"The mind loves the unknown. It loves images whose meaning is unknown, since the meaning of the mind itself is unknown."
- René Magritte
And so Alex had to be in Paris for a week, and happily managed to carve out another week on the backside for us to kick around somewhere. I talked him into Belgium. I took Eurostar (for the first time!) out of London Waterloo, underneath that little Channel thingy, and into Brussels. Alex took the TGV from Paris Gare du Nord, arriving same place and time. Pictures, movies, and intermittent commentary follow.

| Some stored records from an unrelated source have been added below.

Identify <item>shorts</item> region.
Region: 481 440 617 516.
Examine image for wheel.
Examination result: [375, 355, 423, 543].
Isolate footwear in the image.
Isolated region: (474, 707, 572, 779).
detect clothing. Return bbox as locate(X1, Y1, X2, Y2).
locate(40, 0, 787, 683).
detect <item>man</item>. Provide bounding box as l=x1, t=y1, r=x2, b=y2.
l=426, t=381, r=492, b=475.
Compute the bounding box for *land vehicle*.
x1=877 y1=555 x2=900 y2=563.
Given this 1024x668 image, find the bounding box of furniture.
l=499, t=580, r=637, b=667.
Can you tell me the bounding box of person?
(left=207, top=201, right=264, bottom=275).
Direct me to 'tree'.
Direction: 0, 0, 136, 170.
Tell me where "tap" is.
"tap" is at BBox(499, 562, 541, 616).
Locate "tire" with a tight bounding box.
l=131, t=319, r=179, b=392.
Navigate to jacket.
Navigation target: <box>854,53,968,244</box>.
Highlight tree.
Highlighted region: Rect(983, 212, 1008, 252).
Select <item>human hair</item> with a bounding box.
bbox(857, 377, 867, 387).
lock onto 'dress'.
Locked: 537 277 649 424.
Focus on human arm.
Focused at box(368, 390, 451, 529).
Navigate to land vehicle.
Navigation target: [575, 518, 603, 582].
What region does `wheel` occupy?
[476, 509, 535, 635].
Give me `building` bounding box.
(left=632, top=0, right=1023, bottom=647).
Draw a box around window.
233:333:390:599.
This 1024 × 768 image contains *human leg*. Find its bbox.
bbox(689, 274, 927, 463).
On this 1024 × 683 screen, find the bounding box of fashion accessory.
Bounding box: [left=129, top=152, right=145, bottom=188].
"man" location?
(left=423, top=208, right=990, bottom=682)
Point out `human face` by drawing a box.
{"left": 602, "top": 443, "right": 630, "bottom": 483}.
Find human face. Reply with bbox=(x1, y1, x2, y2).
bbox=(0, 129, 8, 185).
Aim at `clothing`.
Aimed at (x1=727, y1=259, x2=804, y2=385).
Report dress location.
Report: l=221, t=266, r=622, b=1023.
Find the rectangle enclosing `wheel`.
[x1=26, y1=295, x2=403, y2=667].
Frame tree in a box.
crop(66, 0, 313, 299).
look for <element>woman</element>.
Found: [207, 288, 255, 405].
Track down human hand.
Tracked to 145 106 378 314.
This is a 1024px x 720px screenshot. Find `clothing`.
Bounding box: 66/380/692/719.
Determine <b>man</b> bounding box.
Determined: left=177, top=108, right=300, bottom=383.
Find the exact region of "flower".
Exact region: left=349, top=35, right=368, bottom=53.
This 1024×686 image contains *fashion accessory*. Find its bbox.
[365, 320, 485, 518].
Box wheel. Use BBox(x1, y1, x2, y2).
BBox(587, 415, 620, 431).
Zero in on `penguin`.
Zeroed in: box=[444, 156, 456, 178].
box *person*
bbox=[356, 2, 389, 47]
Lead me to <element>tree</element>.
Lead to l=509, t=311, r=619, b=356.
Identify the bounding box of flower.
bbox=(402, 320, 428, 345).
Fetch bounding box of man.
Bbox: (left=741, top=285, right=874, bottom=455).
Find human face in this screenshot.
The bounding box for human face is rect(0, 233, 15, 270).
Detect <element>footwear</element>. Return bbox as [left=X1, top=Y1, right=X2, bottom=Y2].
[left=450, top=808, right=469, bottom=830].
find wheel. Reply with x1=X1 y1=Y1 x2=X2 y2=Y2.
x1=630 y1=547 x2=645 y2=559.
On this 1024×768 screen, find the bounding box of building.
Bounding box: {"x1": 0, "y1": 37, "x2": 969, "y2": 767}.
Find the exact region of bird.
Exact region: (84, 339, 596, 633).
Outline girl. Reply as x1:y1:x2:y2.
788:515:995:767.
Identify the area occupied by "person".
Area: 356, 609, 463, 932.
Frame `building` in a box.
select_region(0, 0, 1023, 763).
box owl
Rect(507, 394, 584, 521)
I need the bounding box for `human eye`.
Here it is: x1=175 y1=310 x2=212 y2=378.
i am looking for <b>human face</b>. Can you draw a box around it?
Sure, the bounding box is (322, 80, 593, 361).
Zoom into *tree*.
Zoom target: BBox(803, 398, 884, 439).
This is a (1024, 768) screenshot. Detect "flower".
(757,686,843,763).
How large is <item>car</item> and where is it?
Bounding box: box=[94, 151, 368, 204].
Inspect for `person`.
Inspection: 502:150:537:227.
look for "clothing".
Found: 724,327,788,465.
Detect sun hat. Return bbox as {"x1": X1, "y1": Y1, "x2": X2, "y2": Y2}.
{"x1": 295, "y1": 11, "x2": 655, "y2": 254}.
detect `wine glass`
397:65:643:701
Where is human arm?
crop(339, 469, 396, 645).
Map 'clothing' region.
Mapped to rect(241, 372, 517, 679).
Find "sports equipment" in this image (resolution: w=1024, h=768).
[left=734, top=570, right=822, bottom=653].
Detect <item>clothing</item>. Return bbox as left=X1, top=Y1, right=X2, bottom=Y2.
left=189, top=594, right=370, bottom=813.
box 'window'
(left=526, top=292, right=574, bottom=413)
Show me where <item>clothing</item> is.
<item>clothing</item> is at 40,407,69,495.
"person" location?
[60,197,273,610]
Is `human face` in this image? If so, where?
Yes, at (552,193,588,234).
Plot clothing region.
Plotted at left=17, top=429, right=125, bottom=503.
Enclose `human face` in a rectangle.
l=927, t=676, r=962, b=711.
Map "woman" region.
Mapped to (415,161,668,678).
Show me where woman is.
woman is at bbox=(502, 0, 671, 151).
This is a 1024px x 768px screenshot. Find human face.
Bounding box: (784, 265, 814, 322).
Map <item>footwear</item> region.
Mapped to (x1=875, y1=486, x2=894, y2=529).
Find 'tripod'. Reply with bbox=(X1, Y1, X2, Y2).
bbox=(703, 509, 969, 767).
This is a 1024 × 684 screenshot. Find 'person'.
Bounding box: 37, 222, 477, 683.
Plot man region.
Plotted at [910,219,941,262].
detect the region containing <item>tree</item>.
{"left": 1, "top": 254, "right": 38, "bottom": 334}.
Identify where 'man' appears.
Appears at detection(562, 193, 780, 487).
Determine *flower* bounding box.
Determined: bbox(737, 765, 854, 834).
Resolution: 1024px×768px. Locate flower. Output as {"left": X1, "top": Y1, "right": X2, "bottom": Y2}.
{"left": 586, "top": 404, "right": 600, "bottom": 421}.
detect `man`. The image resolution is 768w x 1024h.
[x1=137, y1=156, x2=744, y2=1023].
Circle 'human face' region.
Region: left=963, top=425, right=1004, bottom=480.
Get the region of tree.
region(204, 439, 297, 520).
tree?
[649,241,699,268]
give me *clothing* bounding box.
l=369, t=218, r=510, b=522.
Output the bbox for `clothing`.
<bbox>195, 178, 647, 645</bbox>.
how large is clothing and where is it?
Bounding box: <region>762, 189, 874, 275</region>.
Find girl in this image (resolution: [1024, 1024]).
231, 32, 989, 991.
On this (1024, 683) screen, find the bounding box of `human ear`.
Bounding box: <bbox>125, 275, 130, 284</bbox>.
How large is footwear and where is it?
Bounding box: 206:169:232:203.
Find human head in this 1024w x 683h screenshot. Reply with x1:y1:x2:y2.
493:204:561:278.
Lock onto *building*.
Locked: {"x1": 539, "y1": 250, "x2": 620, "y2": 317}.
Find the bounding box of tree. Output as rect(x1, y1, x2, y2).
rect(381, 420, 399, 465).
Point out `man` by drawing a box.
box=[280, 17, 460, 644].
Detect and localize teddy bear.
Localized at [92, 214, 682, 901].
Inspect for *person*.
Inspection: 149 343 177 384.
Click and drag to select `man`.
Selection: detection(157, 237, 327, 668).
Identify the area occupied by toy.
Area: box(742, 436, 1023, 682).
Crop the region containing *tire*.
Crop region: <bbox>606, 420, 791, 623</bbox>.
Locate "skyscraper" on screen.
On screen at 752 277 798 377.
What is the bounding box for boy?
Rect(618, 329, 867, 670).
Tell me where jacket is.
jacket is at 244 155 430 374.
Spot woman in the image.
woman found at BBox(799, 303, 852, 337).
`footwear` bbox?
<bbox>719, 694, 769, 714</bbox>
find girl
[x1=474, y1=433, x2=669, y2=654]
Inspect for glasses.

We were slightly disappointed not to see any crossbows.
(hide)
Back for siesta but I went out alone for a bit, mainly to try and find a birthday gift for Alex, who was to turn really old the next day. It was such a lovely day, and I was feeling in such fine fettle, that I took this photograph to celebrate my fettle.
(hide)
Dinner at one of the half dozen or so (toursist-orientated) restaurants that flank the Markt. We were to discover that, while Bruges bills itself as sort of relaxing, preserved, sleepy medieval town where you can stroll the canals in peace; in fact, it's Belgium's number one tourist destination, and really a bit of a holidaymaker-overrun gingerbread village. After a day or so, we enjoyed it a lot more by A) throwing away the guidebook (which we finally realised was just leading us to the very heart of the tourist scrum, and also the very heart of all the crap chi-chi shops in place to sell crap to the tourists); and B) going out after nightfall, when the day-trippers had left, and the pensioners gone to bed.
(hide)
One of the Four Horsemen of the Apocalypse, a set of statues outside a museum which sadly had all its Magrittes in storage.